Murtagh
by Christopher Paolini
Contents
XV. Obliteration
Overview
Bachel brings Murtagh to a torture chamber that mirrors his worst memories of Galbatorix and Nasuada, then tries to break his will through pain, temptation, and mental assault. Bachel reveals more of the Draumar’s faith: Azlagûr is a sleeping power whose dreams guide the cult toward the destruction and remaking of the world. Murtagh resists by drawing on hard-won experience with mental domination, but Bachel wounds him, drains his wards, and intensifies the stakes by making Thorn’s suffering part of Murtagh’s own torment.
Summary
Cultists drag Murtagh through the halls to a stone chamber containing a brazier and a manacled wooden slab. The room resembles the Hall of the Soothsayer, where Galbatorix once forced Murtagh to torture Nasuada, and the recognition briefly burns through the vorgethan clouding Murtagh’s mind. Murtagh resists violently, bites one captor, is slammed onto the table, shackled, and again fails to use magic.
Bachel enters wearing black ceremonial robes, a skull-adorned headdress, clawed jewelry, and a mask that gives Bachel a draconic, supernatural presence. Murtagh senses an inhuman force behind the display and connects the mask to the strange masks Captain Wren kept, suggesting a link between Wren and the Draumar. The mask also recalls Galbatorix making Murtagh wear a half mask while torturing Nasuada, deepening Murtagh’s revulsion.
Bachel tells Murtagh that Bachel wants Murtagh to bow, serve Bachel and Azlagûr, and become a king who will help forge a violent new future. Murtagh refuses, and Bachel identifies the Draumar as devotees of Azlagûr the Devourer, Firstborn, and Dreamer, a sleeping being whose dreams shape the waking world. Bachel claims the Draumar are Azlagûr’s instruments and will prepare the world for Azlagûr’s arrival.
When Murtagh still refuses, Bachel attacks with onyx claws. Murtagh’s wards spark and drain Murtagh’s depleted strength until the spells fail to protect him, allowing Bachel’s claws to pierce Murtagh’s chest. Bachel then invades Murtagh’s mind, but Murtagh uses a defensive technique learned through Galbatorix’s abuse: instead of resisting directly, Murtagh lets Bachel’s consciousness flow around Murtagh’s thoughts and continually shifts attention to avoid capture.
Bachel escalates the torture, causing intense pain while arguing that Murtagh will be useful either sane or mad. Murtagh stalls by asking whether Azlagûr speaks to Bachel, and Bachel explains that Azlagûr communicates through dreams, which Bachel interprets as Speaker for the Draumar. Bachel declares the cult’s purpose: to destroy the present era and remake the world through fire and blood; as Bachel resumes torturing Murtagh, Murtagh feels Thorn’s matching agony through their bond and suffers more because Murtagh cannot help Thorn.
Who Appears
- MurtaghShackled and tortured by Bachel; resists recruitment and mental domination despite drugs and trauma.
- BachelDraumar leader and Azlagûr’s Speaker; tortures Murtagh and reveals the cult’s apocalyptic aims.
- ThornMurtagh’s dragon; unseen but mentally linked, sharing agony that worsens Murtagh’s suffering.
- AzlagûrDraumar’s sleeping deity; Bachel claims Azlagûr sends dreams and will remake the world.
- CultistsBachel’s followers; drag Murtagh to the chamber, shackle him, and stand guard.
- NasuadaRemembered by Murtagh as a past torture victim whose endurance gives him hope.
- GalbatorixRemembered as Murtagh’s former abuser, whose methods echo Bachel’s torture and mental assault.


**What you will do:** Copy out all lines from the entries below in which "Billions" occurs.

**Raw data:**

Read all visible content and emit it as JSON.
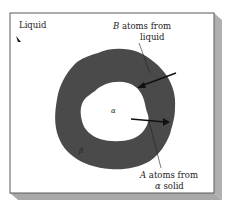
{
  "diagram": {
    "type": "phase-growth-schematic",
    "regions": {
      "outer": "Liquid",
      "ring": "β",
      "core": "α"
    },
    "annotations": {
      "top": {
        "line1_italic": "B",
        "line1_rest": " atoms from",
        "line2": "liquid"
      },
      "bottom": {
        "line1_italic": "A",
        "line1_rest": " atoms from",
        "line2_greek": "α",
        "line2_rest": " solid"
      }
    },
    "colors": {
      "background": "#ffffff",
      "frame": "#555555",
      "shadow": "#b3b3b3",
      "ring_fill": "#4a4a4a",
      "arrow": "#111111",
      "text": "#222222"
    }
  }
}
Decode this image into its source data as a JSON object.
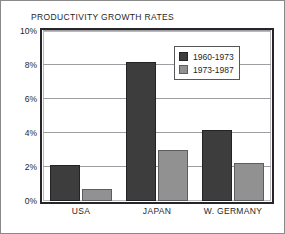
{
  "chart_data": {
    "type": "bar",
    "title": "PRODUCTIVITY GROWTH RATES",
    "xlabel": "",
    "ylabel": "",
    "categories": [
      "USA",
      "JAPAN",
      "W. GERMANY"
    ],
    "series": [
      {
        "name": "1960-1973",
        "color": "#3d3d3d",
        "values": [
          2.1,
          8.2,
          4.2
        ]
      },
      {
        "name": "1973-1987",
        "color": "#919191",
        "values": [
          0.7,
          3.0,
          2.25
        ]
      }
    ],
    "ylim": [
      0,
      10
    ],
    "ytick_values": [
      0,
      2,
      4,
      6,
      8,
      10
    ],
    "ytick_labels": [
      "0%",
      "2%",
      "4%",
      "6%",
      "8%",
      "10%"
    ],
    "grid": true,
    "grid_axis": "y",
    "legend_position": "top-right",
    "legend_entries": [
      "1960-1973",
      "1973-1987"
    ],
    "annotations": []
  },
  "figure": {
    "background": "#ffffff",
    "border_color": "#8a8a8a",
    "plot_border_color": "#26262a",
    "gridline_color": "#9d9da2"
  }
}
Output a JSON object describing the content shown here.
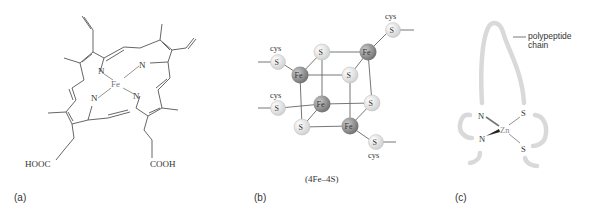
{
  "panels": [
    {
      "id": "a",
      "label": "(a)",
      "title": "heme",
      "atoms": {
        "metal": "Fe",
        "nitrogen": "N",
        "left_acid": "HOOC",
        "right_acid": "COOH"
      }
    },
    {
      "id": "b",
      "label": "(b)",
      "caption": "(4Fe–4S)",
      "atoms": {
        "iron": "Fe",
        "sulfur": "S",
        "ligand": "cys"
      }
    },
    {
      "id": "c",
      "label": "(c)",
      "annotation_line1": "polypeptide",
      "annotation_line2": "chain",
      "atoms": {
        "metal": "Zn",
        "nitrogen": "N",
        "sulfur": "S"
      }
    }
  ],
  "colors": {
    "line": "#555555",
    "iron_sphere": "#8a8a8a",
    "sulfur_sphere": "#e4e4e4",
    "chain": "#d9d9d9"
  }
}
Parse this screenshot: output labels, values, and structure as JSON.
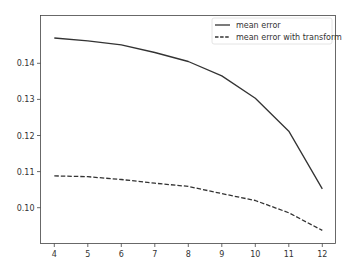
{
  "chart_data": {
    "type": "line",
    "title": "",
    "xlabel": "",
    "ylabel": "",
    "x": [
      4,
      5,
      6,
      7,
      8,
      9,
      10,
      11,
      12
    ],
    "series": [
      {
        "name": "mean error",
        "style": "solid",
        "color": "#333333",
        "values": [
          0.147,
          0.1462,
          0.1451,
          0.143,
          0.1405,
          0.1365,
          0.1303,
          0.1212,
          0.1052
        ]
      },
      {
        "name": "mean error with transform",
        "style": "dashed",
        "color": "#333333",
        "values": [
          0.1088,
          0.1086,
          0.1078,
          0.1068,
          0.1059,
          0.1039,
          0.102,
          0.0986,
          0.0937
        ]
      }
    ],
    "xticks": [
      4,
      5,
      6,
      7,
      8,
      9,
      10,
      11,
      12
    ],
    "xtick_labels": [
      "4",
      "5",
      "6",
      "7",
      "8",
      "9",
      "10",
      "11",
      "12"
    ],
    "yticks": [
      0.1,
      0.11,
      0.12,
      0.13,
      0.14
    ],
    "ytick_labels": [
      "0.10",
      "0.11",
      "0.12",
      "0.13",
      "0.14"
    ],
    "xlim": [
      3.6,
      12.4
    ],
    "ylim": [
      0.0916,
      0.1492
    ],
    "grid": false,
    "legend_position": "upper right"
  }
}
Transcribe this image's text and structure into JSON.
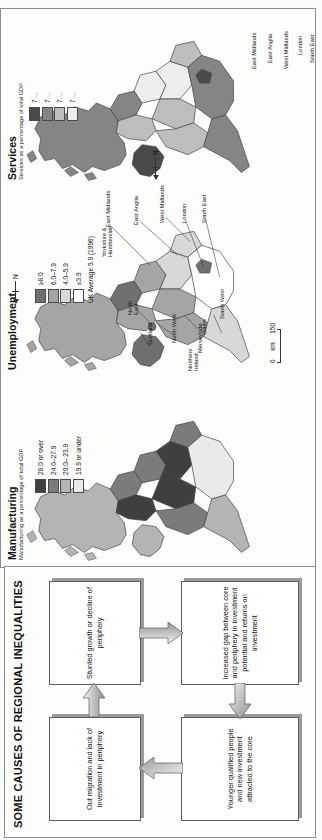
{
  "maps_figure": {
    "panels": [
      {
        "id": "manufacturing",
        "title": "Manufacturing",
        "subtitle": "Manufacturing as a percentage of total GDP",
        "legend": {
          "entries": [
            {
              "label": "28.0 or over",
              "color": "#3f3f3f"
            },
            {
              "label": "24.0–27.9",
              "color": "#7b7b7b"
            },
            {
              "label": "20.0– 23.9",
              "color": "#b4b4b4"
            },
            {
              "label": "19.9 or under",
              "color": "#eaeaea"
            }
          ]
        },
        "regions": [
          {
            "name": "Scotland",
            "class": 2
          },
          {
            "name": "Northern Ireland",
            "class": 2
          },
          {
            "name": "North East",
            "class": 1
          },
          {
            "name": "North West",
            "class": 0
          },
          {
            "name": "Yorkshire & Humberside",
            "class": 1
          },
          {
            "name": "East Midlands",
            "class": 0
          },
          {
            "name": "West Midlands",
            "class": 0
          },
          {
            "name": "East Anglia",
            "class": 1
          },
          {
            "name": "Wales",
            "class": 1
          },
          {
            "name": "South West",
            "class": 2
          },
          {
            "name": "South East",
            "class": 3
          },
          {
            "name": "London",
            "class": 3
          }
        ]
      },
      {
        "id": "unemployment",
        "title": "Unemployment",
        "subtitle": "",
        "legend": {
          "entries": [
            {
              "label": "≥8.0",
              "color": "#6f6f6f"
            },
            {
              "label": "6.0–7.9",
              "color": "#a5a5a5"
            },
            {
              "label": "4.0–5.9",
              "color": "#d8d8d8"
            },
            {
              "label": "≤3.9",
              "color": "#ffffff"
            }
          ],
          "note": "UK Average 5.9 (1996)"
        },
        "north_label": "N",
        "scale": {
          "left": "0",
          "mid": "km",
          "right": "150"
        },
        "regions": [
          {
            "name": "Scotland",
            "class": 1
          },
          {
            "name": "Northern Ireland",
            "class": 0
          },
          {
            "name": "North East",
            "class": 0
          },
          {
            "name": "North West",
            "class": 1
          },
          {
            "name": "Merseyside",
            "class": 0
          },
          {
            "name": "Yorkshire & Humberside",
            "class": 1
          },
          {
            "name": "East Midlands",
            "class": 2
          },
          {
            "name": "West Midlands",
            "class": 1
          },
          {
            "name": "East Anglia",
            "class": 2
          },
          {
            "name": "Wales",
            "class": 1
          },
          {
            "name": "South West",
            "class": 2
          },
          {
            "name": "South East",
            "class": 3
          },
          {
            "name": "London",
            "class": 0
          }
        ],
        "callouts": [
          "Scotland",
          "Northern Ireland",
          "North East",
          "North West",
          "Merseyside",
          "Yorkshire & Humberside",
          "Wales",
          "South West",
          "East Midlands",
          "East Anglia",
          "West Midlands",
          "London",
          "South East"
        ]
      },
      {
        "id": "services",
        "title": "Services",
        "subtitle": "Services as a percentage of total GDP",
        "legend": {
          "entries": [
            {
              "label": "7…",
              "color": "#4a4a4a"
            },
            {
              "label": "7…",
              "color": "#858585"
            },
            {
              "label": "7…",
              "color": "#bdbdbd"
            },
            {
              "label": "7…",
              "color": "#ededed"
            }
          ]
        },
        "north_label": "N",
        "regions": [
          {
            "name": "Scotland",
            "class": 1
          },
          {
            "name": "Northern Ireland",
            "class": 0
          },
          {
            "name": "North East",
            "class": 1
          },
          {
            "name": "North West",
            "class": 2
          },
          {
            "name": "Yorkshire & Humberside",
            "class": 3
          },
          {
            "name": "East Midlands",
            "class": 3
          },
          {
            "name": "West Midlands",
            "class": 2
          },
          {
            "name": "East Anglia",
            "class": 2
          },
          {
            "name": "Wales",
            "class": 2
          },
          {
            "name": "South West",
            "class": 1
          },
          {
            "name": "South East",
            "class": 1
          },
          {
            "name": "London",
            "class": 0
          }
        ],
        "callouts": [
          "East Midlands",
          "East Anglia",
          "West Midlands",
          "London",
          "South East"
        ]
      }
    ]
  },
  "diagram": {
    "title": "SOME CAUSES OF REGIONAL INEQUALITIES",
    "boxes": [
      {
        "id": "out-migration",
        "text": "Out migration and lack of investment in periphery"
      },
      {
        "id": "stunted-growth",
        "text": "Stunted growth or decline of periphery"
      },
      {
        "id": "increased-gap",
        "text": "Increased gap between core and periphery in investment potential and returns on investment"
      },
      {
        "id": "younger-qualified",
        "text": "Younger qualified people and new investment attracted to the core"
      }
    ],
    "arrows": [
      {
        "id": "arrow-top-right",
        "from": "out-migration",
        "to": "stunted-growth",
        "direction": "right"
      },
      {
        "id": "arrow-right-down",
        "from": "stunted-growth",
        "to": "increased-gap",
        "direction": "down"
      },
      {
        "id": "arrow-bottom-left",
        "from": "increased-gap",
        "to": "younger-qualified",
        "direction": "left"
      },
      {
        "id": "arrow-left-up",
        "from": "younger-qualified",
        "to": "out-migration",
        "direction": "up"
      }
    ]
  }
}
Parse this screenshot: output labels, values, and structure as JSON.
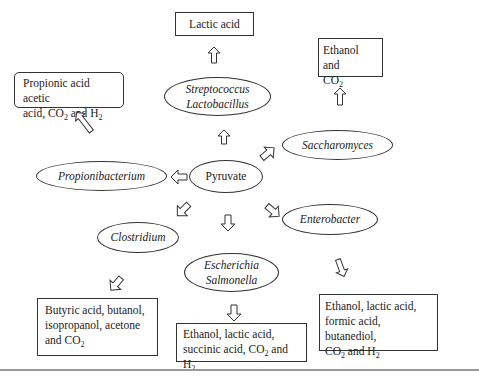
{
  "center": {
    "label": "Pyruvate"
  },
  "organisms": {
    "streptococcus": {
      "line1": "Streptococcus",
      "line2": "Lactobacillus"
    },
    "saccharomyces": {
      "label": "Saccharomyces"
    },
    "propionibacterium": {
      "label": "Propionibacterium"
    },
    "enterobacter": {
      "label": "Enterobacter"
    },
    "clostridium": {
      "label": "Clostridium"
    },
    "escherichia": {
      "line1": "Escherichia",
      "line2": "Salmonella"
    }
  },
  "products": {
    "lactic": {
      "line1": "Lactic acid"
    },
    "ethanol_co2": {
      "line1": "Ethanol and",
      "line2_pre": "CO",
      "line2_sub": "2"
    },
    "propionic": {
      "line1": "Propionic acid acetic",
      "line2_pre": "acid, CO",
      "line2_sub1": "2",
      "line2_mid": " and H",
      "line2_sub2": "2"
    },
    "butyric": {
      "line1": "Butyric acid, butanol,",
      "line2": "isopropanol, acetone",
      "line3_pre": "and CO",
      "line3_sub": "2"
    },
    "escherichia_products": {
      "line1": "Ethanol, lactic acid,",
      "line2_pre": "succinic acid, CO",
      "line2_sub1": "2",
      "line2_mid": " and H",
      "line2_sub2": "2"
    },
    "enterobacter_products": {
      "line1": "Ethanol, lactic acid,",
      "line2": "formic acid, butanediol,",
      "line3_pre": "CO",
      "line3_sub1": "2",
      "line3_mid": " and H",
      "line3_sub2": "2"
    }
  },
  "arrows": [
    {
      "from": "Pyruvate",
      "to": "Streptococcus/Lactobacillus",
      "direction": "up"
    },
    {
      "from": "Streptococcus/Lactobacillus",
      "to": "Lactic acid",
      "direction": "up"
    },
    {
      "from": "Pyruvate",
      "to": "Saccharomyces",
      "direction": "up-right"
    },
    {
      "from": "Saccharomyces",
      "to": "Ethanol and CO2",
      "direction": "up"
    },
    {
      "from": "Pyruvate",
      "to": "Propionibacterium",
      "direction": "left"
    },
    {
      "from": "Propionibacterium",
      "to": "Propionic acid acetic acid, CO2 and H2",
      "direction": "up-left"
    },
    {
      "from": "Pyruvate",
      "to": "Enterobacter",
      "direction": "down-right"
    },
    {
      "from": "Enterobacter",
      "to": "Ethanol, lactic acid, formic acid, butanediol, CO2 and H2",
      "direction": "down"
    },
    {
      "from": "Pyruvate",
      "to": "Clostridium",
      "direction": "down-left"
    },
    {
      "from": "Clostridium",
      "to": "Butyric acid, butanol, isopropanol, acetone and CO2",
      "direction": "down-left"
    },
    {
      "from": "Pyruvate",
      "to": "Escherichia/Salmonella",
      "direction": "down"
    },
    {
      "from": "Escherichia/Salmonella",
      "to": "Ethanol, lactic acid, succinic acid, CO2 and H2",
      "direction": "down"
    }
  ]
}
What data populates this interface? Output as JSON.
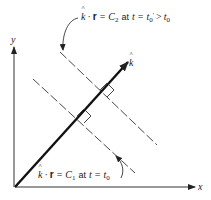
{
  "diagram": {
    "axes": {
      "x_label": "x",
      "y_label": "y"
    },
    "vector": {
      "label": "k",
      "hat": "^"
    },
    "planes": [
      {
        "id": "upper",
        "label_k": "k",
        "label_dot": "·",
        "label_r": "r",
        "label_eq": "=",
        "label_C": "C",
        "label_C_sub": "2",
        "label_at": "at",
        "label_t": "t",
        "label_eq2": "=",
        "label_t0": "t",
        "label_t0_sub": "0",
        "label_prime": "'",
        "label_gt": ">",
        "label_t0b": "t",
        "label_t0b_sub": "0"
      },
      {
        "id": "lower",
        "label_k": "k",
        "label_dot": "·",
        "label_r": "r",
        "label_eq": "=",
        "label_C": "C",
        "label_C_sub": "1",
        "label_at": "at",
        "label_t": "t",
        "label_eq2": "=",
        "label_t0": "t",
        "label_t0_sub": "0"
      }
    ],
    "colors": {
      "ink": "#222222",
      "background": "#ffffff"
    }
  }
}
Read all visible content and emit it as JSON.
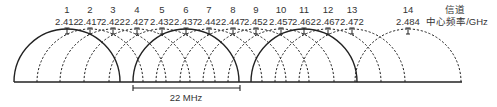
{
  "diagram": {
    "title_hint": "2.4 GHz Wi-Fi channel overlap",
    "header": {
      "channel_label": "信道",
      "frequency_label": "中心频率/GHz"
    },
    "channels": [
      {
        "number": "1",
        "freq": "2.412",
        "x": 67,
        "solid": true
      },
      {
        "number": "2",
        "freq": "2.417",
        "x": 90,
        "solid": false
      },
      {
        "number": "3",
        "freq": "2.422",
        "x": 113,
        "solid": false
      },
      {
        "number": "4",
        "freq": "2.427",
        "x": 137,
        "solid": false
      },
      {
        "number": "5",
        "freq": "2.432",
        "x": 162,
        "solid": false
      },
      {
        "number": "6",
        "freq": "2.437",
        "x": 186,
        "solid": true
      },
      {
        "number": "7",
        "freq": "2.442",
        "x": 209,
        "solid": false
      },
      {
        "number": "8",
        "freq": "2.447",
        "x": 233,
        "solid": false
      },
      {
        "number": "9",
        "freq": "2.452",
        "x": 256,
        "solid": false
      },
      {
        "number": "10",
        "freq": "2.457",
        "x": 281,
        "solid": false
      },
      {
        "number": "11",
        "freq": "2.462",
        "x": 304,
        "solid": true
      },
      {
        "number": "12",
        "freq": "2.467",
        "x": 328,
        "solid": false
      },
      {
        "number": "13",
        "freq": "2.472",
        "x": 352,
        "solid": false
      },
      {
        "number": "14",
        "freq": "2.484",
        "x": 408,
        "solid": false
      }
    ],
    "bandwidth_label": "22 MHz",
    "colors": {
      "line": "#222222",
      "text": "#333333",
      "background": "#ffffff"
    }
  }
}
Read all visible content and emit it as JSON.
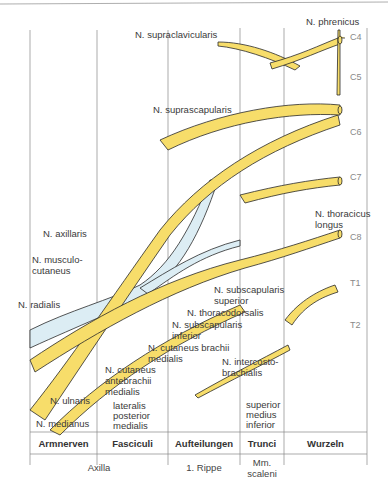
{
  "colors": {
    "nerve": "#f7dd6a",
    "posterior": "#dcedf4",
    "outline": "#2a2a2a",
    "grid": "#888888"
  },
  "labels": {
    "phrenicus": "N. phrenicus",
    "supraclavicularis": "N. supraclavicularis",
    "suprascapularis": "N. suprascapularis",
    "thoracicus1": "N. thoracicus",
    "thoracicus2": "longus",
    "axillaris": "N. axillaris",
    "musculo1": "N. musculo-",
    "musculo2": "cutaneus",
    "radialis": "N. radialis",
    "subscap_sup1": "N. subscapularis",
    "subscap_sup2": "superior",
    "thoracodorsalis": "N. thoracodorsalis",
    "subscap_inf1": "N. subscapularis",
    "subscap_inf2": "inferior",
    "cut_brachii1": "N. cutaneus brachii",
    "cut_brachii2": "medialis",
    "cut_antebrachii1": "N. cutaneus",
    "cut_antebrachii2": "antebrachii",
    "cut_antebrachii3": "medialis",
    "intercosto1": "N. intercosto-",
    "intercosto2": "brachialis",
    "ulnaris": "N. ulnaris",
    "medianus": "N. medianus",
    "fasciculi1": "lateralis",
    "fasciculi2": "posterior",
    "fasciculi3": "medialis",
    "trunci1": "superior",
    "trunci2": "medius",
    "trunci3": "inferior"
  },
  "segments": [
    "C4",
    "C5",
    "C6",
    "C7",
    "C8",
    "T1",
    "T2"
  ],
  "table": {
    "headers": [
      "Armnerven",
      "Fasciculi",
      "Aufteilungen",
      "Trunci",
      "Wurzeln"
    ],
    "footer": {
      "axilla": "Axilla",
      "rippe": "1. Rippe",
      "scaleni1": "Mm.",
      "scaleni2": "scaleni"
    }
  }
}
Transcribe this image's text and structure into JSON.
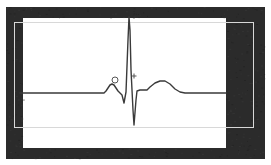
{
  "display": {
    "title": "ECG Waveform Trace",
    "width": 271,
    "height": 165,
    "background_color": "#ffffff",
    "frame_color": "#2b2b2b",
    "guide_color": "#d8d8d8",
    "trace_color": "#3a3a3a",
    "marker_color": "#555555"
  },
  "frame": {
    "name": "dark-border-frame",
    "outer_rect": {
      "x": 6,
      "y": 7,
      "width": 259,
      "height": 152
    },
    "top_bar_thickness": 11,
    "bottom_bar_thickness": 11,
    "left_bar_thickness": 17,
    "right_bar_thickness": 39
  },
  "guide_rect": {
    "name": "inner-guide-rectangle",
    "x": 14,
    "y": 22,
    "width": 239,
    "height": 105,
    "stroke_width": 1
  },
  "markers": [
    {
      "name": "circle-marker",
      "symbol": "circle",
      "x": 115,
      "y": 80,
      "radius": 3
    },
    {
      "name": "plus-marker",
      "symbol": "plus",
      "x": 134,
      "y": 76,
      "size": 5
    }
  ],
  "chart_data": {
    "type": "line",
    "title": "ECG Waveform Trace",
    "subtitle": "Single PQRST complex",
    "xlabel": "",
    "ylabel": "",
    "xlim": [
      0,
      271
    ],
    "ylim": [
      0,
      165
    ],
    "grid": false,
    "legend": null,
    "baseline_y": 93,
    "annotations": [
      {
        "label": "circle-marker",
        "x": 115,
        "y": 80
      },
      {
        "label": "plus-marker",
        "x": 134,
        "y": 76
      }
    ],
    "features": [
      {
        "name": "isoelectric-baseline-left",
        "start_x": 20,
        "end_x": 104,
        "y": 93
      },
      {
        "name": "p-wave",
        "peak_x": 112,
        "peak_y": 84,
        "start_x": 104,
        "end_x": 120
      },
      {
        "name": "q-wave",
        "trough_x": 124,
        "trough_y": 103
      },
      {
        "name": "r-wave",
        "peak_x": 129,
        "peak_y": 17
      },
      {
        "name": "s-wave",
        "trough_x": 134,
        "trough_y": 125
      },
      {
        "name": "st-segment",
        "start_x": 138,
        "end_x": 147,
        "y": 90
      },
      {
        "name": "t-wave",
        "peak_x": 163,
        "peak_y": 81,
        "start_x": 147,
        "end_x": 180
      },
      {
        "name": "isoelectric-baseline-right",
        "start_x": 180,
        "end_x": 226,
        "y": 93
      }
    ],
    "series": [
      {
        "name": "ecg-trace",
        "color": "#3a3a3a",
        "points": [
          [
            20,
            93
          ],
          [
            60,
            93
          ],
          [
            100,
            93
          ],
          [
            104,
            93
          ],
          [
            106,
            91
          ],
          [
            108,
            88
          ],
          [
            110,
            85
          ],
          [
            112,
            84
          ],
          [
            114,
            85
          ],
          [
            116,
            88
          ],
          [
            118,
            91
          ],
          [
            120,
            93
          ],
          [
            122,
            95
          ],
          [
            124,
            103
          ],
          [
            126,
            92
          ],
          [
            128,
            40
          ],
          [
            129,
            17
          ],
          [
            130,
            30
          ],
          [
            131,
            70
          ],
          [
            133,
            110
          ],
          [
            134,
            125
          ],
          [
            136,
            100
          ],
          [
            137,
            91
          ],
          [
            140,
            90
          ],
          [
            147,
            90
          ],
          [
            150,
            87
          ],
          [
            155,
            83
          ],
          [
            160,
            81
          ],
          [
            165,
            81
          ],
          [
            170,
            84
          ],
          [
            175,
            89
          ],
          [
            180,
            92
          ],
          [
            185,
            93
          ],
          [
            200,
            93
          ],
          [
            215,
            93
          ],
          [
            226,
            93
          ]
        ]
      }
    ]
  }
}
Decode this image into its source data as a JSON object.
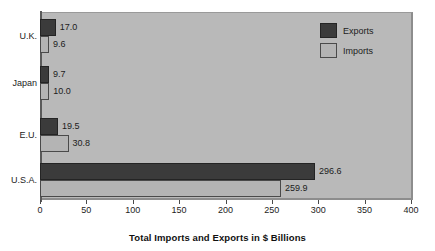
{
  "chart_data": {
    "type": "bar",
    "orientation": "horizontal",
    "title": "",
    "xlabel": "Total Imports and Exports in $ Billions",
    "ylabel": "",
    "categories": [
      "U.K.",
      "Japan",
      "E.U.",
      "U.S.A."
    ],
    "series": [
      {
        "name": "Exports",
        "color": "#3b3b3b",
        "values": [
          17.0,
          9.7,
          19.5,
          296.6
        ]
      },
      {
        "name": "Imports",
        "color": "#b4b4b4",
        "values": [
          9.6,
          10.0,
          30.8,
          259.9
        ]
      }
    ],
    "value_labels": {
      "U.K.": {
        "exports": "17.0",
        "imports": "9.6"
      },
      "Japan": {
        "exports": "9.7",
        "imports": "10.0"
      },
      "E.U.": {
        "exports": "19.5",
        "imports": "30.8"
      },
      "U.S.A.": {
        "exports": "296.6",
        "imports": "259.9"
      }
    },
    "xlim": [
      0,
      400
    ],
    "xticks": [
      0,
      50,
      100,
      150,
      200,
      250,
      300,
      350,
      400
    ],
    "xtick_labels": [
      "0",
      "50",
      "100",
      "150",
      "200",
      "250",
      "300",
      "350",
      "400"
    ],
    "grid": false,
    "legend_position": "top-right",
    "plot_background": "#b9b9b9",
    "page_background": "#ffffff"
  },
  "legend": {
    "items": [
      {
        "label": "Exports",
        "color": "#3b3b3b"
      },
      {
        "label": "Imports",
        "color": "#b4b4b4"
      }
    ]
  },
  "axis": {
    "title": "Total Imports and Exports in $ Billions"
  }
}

**Reply to the task:**
    "xlabel": "Total Imports and Exports in $ Billions",
    "title": "Total Imports and Exports in $ Billions"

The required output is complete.